With window on limiting global warming closing fast, ‘urgent course correction’ is needed to speed up decarbonisation
- Limiting global warming to 1.5 degrees Celsius is still ‘technically feasible’, but this requires ‘urgent course correction’, the State of Climate Action report says
- With progress falling woefully short across the board, leaders must pick up the pace and shift into emergency mode on decarbonisation, study says

The window to limit global warming to 1.5 degrees Celsius to prevent disastrous consequences from climate change is narrowing quickly due to “woefully” disappointing mitigation progress, according to a new report.

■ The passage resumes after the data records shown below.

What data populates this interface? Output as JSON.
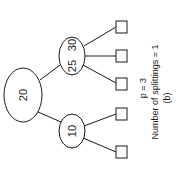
{
  "diagram": {
    "type": "b-tree",
    "orientation": "rotated 90deg counter-clockwise",
    "root": {
      "keys": "20"
    },
    "internal_nodes": [
      {
        "keys_a": "25",
        "keys_b": "30"
      },
      {
        "keys": "10"
      }
    ],
    "leaf_count": 5,
    "caption": {
      "p_label": "p = 3",
      "splittings_label": "Number of splittings  =  1",
      "figure_label": "(b)"
    }
  },
  "colors": {
    "stroke": "#1a1a1a",
    "background": "#ffffff"
  }
}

Achieving the goal is still “technically feasible”, but this requires “urgent course correction”, and that means global emissions have to peak by 2025, decline 43 per cent by 2030 and fall 60 per cent by 2035 from 2019 levels, said the State of Climate Action report published on Tuesday.

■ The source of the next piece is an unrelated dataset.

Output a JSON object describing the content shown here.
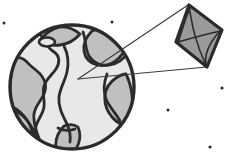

“This year only one of the 42 indicators of sectoral climate action assessed – the share of electric vehicles in passenger car sales – is on track to meet [the] 2030 target,” the report said. “Progress falls woefully short across the board.”

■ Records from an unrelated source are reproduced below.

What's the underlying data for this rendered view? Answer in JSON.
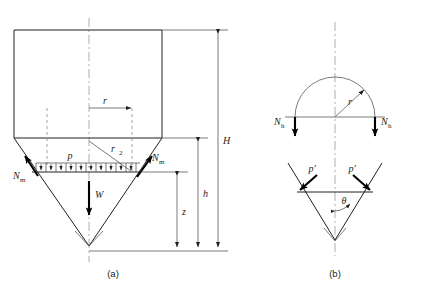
{
  "figure": {
    "panels": [
      {
        "id": "a",
        "caption": "(a)",
        "description": "Cylindrical silo with conical hopper, meridional forces, pressure distribution and vertical dimensions",
        "labels": {
          "radius": "r",
          "radius2_base": "r",
          "radius2_sub": "2",
          "pressure": "p",
          "weight": "W",
          "meridional_left_base": "N",
          "meridional_left_sub": "m",
          "meridional_right_base": "N",
          "meridional_right_sub": "m",
          "height_total": "H",
          "height_hopper": "h",
          "height_z": "z"
        }
      },
      {
        "id": "b",
        "caption": "(b)",
        "description": "Free body: hemispherical cap with hoop forces and hopper wall normal pressures with half angle theta",
        "labels": {
          "radius": "r",
          "hoop_left_base": "N",
          "hoop_left_sub": "h",
          "hoop_right_base": "N",
          "hoop_right_sub": "h",
          "pressure_left": "p'",
          "pressure_right": "p'",
          "angle": "θ"
        }
      }
    ]
  },
  "colors": {
    "outline": "#231f20",
    "thin": "#58595b",
    "dashed": "#8c8c8c",
    "centerline": "#9a9a9a",
    "arrow": "#000000",
    "background": "#ffffff"
  }
}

“Nearly halfway through this decisive decade, leaders must pick up the pace and shift into emergency mode. They must nurture rapid, non-linear growth, accelerate progress, and expand much-needed support to all sectors, especially those lagging furthest behind.”
Globally, one in 10 cars sold last year was electric, up from 1.6 per cent in 2018, with sales growing at an average annual rate of 65 per cent, it noted.